I’ve been developing a path to get us out of our tendency of developing separate apps to solve each business problem into a service-based solution where we get true reuse our of our components.
I was part of the problem that created our status quo. I spent years writing custom apps for so-called one-off solutions. I have finally learned that is the wrong way to develop apps in an enterprise environment.
So…
What is the right way?
Today, I have ideas but no proof created through my own labors. But… I think SOA is the way to go. In a modern environment, we call it microservices. (Yes, microservices is just a re-branding of SOA) I call it right-sized services. Lowy has provided me with a mental map for how to implement a SOA model by leveraging WCF / Service Bus / Service Fabric.
Why would I want to do this?
I hate repeating myself. After over 7 years working in the Supply/Demand Forecasting stack. I had grown tired of writing a “new” applications every time we had a personnel change and they wanted a “special way” of implementing their forecasting process. I tried to develop a framework (Carbon) to handle 80% of our needs. That quickly lead to huge versioning problems. Not to mention the issues involved with training peers to use the darn thing. No joy all around.
What does all of this mean?
I have to figure out what everyone has written, chunk the code into logical sets of functionality, and map out a path to move functional sets into a service implementation.
What’s the catch?
It’s a lot of work. And my peers are not happy that I’m moving their cheese.
I still have to build out test implementations but so far so good. Once I get my head wrapped around auto-discovery with ServiceModelEx, I should get good.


## PROBLEM REQUIREMENTS
The answer must be every line from the listing that holds the string "labels".

========

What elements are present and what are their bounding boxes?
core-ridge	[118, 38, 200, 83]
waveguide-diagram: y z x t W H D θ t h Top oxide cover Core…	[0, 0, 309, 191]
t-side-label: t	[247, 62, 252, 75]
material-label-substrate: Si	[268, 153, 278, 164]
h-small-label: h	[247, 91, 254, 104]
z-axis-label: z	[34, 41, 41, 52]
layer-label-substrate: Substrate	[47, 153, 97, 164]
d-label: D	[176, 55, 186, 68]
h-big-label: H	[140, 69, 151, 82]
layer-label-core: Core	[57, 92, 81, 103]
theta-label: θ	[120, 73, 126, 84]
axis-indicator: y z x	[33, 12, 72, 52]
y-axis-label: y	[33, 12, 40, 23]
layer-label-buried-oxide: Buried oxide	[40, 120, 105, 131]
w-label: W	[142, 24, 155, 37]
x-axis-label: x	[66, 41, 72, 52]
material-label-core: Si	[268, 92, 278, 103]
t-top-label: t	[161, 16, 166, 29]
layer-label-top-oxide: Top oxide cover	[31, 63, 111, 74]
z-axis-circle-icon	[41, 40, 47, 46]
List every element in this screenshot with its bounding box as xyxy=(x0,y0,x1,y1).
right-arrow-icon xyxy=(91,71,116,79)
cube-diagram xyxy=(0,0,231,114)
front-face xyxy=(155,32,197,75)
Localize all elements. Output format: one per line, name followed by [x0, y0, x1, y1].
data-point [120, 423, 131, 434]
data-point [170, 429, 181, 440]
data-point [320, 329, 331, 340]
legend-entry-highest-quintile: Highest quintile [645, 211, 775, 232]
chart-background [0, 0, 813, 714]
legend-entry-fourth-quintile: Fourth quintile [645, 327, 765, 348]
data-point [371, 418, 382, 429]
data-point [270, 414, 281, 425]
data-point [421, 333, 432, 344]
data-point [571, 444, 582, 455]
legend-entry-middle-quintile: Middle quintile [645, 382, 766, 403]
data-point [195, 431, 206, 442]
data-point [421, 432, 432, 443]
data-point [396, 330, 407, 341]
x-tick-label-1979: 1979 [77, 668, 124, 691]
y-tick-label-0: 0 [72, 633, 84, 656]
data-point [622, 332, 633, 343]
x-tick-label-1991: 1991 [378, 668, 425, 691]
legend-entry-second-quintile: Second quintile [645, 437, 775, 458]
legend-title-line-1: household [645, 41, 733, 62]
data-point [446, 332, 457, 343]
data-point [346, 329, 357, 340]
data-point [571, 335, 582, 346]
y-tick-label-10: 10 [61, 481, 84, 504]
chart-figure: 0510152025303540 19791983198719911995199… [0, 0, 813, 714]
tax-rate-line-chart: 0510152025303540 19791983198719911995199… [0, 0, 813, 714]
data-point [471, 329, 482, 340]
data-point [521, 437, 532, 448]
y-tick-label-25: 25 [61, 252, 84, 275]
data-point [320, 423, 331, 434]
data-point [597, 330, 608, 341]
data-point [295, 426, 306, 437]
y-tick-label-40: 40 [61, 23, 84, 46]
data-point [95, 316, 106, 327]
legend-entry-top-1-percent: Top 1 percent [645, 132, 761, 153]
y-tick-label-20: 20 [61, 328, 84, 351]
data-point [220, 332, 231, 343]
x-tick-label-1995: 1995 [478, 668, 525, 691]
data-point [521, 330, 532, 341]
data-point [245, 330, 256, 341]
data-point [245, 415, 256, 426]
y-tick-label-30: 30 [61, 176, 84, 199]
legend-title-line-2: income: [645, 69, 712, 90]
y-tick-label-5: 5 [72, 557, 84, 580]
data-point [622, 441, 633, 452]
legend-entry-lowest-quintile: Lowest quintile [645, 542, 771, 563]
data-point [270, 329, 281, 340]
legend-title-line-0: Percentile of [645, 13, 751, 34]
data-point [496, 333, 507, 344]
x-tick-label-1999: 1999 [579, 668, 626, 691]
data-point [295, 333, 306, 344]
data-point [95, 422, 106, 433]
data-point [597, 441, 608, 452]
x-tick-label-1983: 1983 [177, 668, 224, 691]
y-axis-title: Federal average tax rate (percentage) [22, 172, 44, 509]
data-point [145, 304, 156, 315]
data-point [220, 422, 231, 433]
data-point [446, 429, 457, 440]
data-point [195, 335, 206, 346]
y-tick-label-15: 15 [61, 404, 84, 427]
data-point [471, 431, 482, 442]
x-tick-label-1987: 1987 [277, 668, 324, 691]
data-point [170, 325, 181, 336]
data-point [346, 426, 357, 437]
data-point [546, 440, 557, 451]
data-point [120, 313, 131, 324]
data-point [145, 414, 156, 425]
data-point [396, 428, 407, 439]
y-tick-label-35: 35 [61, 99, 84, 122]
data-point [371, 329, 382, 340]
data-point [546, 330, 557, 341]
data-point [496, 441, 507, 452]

========

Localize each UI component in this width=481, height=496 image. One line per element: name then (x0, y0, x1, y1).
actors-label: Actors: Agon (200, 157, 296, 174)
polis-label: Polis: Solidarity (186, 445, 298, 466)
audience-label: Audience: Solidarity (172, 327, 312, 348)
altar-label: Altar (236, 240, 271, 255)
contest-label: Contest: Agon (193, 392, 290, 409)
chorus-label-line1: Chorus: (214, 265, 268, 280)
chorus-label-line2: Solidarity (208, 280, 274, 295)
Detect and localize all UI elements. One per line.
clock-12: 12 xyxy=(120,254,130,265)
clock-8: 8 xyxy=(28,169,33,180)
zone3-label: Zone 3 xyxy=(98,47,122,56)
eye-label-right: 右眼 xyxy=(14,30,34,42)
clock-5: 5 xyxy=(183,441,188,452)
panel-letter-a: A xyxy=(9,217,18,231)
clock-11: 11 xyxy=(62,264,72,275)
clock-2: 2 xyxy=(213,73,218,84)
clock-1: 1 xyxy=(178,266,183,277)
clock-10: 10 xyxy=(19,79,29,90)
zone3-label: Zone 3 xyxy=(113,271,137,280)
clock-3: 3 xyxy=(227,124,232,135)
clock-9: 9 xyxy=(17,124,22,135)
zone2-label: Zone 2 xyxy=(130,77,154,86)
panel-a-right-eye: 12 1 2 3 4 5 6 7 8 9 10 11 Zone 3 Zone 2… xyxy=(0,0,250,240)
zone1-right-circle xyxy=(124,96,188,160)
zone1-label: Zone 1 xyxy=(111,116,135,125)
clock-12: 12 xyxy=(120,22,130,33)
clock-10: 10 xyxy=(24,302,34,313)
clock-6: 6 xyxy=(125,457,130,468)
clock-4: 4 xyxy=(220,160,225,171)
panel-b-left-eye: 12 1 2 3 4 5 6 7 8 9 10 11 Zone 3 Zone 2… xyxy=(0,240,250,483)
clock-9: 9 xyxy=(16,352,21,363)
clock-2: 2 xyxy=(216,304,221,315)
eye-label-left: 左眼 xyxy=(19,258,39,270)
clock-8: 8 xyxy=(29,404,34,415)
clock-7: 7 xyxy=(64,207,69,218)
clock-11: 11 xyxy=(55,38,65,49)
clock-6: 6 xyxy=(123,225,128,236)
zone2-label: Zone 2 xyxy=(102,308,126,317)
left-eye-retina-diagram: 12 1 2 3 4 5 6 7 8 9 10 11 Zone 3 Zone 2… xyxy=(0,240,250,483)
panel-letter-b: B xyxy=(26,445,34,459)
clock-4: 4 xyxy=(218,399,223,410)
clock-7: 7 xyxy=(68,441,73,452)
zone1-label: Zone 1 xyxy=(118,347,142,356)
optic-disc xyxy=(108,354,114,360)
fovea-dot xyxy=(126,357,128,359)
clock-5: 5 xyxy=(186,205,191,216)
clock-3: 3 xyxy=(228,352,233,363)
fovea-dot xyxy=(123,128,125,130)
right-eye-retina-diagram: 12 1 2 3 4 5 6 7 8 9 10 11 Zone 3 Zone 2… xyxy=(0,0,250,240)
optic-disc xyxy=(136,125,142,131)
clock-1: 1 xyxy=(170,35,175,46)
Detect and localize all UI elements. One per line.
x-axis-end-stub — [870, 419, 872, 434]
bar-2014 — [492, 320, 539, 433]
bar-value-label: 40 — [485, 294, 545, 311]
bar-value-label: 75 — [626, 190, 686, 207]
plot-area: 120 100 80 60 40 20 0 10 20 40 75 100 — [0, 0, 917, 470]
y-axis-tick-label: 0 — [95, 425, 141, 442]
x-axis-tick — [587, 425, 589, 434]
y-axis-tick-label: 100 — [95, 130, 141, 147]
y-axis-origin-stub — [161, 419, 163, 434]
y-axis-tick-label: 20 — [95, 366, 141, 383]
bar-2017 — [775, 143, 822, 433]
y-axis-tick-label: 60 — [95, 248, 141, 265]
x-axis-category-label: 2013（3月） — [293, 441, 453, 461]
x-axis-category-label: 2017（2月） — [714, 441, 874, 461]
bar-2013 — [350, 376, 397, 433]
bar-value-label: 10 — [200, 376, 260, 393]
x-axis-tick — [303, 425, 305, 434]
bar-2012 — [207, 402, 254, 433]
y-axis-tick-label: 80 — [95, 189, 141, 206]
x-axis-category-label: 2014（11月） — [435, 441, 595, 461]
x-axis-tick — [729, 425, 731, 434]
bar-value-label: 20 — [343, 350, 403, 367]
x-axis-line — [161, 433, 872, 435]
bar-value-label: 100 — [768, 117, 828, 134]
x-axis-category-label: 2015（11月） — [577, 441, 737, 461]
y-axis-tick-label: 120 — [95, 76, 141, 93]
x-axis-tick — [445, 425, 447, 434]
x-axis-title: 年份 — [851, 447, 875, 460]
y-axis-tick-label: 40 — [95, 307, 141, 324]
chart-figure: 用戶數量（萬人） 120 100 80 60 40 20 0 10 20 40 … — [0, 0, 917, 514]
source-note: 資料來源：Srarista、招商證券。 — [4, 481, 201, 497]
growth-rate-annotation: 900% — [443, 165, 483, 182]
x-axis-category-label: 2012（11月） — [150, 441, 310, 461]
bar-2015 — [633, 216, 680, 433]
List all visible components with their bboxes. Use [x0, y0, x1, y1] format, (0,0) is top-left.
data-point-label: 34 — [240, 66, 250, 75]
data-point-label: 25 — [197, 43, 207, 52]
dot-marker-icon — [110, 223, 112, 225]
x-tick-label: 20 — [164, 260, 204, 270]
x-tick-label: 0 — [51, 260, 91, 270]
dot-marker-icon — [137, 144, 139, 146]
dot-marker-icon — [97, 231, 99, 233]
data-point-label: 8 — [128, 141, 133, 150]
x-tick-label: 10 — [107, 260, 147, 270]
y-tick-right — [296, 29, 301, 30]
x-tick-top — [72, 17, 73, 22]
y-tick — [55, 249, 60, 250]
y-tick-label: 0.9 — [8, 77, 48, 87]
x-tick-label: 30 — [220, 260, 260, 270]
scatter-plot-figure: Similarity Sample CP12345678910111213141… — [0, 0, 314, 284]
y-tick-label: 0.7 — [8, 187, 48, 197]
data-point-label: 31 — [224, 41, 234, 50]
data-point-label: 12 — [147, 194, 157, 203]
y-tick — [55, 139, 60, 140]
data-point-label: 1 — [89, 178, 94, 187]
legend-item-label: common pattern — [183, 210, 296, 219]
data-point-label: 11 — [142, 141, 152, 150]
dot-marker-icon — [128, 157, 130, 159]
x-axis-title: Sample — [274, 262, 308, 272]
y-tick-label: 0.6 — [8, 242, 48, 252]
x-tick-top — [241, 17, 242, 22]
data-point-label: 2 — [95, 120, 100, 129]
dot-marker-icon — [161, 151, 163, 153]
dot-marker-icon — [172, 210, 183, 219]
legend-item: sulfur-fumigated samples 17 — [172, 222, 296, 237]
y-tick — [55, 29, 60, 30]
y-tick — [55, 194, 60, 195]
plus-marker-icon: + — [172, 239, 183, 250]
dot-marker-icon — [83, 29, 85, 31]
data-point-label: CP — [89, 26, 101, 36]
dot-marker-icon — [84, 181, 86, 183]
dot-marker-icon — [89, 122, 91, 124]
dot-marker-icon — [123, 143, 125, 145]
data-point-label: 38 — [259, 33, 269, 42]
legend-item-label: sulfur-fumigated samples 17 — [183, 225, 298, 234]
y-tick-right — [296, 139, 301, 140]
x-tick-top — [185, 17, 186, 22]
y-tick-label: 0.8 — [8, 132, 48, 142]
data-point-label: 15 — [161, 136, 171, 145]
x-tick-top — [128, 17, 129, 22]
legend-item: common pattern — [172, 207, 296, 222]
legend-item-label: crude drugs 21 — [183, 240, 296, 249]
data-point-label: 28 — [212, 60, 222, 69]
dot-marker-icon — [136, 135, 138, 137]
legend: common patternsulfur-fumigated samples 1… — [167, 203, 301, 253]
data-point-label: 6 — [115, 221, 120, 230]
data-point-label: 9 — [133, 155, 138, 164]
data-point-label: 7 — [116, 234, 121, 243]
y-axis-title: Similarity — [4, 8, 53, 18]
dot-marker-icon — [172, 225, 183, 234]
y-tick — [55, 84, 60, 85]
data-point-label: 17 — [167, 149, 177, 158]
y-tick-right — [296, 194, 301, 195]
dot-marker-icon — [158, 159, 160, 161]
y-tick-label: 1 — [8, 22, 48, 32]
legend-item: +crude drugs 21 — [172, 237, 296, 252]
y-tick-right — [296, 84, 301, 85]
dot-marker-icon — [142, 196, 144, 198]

========

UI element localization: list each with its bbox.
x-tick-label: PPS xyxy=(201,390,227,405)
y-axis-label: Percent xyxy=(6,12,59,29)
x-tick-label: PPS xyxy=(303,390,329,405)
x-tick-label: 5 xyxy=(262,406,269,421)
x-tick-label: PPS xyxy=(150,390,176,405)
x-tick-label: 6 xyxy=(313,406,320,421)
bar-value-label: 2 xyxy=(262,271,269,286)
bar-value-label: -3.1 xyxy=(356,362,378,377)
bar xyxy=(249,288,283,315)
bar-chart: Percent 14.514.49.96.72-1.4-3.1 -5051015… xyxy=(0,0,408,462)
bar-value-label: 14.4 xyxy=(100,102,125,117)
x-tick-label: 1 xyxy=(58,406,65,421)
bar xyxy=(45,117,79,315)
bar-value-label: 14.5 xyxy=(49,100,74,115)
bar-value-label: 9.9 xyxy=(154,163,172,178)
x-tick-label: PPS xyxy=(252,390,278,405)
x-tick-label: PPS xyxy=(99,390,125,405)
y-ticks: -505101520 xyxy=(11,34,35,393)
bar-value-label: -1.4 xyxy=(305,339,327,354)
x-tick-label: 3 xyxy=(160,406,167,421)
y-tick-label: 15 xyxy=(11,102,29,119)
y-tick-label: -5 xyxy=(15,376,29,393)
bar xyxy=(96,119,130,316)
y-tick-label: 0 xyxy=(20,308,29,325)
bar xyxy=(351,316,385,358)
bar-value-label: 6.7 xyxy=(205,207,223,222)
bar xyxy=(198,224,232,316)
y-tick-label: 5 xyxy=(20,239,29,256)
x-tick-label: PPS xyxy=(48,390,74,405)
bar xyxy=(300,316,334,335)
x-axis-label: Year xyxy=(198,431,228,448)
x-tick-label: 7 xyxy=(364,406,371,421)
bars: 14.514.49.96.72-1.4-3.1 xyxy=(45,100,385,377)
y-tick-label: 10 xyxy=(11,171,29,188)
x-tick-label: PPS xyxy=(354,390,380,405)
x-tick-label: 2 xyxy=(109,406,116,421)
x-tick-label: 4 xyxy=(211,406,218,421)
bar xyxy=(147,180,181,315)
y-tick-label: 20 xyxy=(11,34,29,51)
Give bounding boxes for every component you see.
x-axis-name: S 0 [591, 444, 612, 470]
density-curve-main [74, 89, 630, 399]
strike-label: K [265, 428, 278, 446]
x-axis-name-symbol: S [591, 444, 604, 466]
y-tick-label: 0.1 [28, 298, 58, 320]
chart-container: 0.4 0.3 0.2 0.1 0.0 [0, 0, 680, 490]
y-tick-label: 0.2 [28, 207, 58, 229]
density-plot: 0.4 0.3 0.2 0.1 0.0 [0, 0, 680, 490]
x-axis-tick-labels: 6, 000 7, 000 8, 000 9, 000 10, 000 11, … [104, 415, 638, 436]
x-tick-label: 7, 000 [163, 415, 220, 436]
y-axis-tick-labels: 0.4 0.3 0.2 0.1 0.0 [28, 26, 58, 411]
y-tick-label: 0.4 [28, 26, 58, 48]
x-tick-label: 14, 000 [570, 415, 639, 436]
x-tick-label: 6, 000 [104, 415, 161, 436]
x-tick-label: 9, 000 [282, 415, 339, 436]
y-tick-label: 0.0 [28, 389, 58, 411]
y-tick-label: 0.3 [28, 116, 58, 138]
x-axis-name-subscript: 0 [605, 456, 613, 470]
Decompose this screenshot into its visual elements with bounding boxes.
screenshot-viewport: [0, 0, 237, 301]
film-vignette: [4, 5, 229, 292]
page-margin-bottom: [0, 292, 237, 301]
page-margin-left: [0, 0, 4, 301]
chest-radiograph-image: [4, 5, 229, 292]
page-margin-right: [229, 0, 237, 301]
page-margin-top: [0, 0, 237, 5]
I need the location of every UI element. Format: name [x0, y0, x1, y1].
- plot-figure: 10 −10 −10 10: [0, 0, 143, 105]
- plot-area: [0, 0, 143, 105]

========

## ANSWER
x-axis-tick-labels: 6, 000 7, 000 8, 000 9, 000 10, 000 11, … [104, 415, 638, 436]
y-axis-tick-labels: 0.4 0.3 0.2 0.1 0.0 [28, 26, 58, 411]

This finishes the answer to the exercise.